The Board denied the veteran's claim for an increased rating for his service-connected residuals of rheumatic fever, finding that the evidence did not meet the criteria for a higher disability evaluation.
The deciding factor: The objective and competent medical evidence failed to demonstrate definite heart enlargement or chronic congestive heart failure, nor did it show a workload of 3 METs or less resulting in dyspnea, fatigue, angina, dizziness, or syncope.
- Claimed conditions
- rheumatic fever, cardiac enlargement, aortic insufficiency, mitral insufficiency
- How they argued it
- Direct service connection
- Exposure basis
- None
- Rating assigned
- 60%
- Decision date
- March 6, 2003
- Citation
- 0303890
This is a plain-language summary generated by AI from a public Board of Veterans’ Appeals decision. It can contain errors — always verify against the original. Look up the original decision on VA.gov (opens in a new tab) using citation 0303890.
What this means for you
A denial is a starting point, not the end of the road. You can see why this claim fell short — and, if you are still inside the one-year window, the appeal lanes that may remain open to you.
What you can do next
Related decisions
Other Board decisions on a similar condition or argued the same way.
- Partly granted
The Board granted service connection for pulmonary hypertension but denied it for cardiac enlargement.
- Denied
The Board denied service connection for prostate cancer with urinary incontinence, chronic obstructive pulmonary disease (COPD), aortic insufficiency, and urothelial carcinoma (bladder cancer) as the evidence did not support a nexus between these conditions and the Veteran's military service.
- Partly granted
The veteran's claims for service connection for several conditions, including low back disability and diabetes mellitus, type II, were granted. The claim for rheumatic fever was remanded.
- Remanded (sent back)
The Board has remanded the appeal for further development due to new evidence added since the April 2024 supplemental statement of the case and consideration of both the former and revised versions of the rating criteria.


* _Exercise instructions_
Report each line from the records where the string "figure" turns up.

═══ Provided data

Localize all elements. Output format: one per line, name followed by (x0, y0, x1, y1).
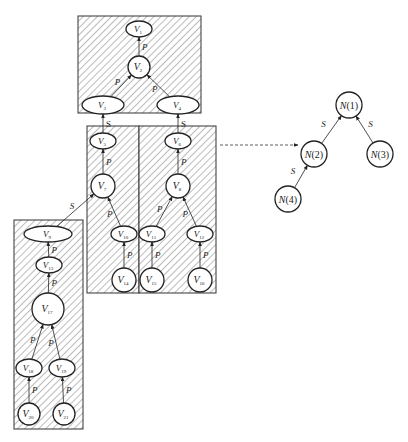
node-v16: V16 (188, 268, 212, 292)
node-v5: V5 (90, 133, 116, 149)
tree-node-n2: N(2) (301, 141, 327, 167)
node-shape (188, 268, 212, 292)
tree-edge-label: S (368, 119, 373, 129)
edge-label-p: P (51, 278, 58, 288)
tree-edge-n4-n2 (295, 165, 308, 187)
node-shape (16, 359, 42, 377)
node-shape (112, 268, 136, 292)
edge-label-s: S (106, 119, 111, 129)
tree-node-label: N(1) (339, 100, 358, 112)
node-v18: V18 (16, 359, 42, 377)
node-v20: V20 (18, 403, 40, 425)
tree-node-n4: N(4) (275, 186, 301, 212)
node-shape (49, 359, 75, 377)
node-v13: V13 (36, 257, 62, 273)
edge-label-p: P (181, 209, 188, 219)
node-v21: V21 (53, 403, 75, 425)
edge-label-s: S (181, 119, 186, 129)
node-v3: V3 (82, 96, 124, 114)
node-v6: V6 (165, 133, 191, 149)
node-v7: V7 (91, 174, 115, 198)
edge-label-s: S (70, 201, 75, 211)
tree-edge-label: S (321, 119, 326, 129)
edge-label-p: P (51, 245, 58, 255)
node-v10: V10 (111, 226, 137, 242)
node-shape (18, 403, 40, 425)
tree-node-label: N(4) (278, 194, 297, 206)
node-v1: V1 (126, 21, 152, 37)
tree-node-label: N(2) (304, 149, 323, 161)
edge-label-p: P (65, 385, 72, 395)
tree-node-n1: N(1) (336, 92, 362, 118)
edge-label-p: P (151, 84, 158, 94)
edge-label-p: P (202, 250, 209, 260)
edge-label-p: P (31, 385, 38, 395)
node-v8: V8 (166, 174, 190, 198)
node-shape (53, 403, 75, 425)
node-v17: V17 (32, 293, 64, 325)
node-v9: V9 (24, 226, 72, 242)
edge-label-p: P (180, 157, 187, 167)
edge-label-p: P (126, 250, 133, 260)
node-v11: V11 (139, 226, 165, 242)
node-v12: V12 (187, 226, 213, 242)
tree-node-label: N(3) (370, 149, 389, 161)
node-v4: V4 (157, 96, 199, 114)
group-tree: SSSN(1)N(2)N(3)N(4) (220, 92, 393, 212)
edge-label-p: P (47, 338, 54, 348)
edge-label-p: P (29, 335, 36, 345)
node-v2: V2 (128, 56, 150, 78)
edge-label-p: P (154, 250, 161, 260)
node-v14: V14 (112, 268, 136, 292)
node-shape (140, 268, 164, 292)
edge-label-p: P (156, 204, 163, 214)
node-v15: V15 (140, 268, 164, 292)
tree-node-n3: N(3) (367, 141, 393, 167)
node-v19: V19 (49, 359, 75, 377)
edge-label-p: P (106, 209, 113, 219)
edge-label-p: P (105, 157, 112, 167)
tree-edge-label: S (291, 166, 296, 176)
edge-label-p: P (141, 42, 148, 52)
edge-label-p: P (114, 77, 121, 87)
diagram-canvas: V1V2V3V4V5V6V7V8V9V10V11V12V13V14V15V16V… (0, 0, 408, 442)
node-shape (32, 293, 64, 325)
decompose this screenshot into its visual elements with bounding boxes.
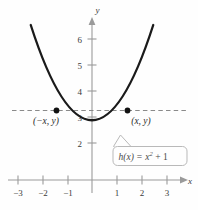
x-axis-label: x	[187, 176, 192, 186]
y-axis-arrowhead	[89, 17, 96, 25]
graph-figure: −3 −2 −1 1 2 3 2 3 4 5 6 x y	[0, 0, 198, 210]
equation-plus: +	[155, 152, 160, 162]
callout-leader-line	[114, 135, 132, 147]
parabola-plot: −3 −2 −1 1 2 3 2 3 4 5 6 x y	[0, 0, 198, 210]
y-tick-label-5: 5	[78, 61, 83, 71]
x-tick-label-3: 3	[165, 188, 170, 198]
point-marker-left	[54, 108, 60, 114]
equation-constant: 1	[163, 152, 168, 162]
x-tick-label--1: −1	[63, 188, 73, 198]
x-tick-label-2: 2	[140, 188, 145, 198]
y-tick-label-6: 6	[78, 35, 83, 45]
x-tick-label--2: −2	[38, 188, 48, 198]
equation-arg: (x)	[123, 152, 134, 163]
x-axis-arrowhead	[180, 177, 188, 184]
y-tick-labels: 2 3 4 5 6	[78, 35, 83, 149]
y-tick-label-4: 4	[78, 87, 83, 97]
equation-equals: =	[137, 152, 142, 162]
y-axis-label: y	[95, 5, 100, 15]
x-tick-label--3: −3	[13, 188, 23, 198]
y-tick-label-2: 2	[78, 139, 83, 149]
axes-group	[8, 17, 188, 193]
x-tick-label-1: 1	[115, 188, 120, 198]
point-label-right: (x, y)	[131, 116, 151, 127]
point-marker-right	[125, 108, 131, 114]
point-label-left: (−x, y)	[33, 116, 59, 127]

══════
═══ Provided data

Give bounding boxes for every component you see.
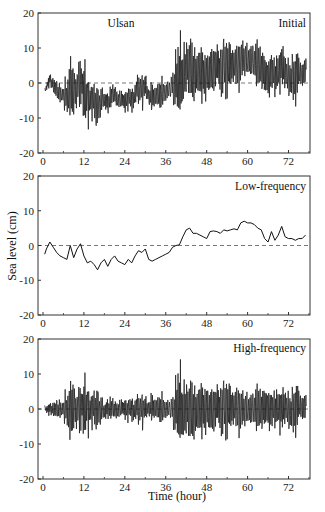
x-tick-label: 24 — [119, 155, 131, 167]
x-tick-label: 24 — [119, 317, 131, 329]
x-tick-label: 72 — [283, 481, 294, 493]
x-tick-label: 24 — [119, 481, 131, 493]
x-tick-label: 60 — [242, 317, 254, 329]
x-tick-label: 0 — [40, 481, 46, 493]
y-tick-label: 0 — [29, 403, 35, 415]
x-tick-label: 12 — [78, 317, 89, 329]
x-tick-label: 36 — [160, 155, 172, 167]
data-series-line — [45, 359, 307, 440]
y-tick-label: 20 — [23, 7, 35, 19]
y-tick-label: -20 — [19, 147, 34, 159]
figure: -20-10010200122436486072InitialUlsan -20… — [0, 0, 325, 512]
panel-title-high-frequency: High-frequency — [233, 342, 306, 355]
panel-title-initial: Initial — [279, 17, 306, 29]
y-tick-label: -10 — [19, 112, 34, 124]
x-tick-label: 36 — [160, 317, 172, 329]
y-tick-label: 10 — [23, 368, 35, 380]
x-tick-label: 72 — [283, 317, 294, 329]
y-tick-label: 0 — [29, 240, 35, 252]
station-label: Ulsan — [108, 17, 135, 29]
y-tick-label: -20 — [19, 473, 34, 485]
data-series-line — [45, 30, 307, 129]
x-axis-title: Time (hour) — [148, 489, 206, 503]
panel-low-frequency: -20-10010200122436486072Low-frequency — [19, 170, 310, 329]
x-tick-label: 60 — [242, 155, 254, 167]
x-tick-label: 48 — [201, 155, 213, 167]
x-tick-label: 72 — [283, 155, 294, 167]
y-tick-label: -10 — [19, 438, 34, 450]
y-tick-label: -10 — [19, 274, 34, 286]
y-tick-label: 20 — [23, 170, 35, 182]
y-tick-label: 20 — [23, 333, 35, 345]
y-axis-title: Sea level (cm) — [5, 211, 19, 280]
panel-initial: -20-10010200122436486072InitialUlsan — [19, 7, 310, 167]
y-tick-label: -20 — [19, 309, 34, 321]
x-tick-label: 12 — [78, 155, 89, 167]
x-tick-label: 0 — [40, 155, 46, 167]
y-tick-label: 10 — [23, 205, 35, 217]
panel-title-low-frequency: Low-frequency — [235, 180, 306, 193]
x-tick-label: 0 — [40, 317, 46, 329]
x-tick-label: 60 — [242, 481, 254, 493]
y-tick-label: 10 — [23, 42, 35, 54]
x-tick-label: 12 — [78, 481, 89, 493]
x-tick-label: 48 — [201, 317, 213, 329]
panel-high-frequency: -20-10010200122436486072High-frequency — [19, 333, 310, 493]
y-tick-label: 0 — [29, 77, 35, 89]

══════

* _Exercise solution_
graph-figure: −3 −2 −1 1 2 3 2 3 4 5 6 x y	[0, 0, 198, 210]
figure: -20-10010200122436486072InitialUlsan -20… — [0, 0, 325, 512]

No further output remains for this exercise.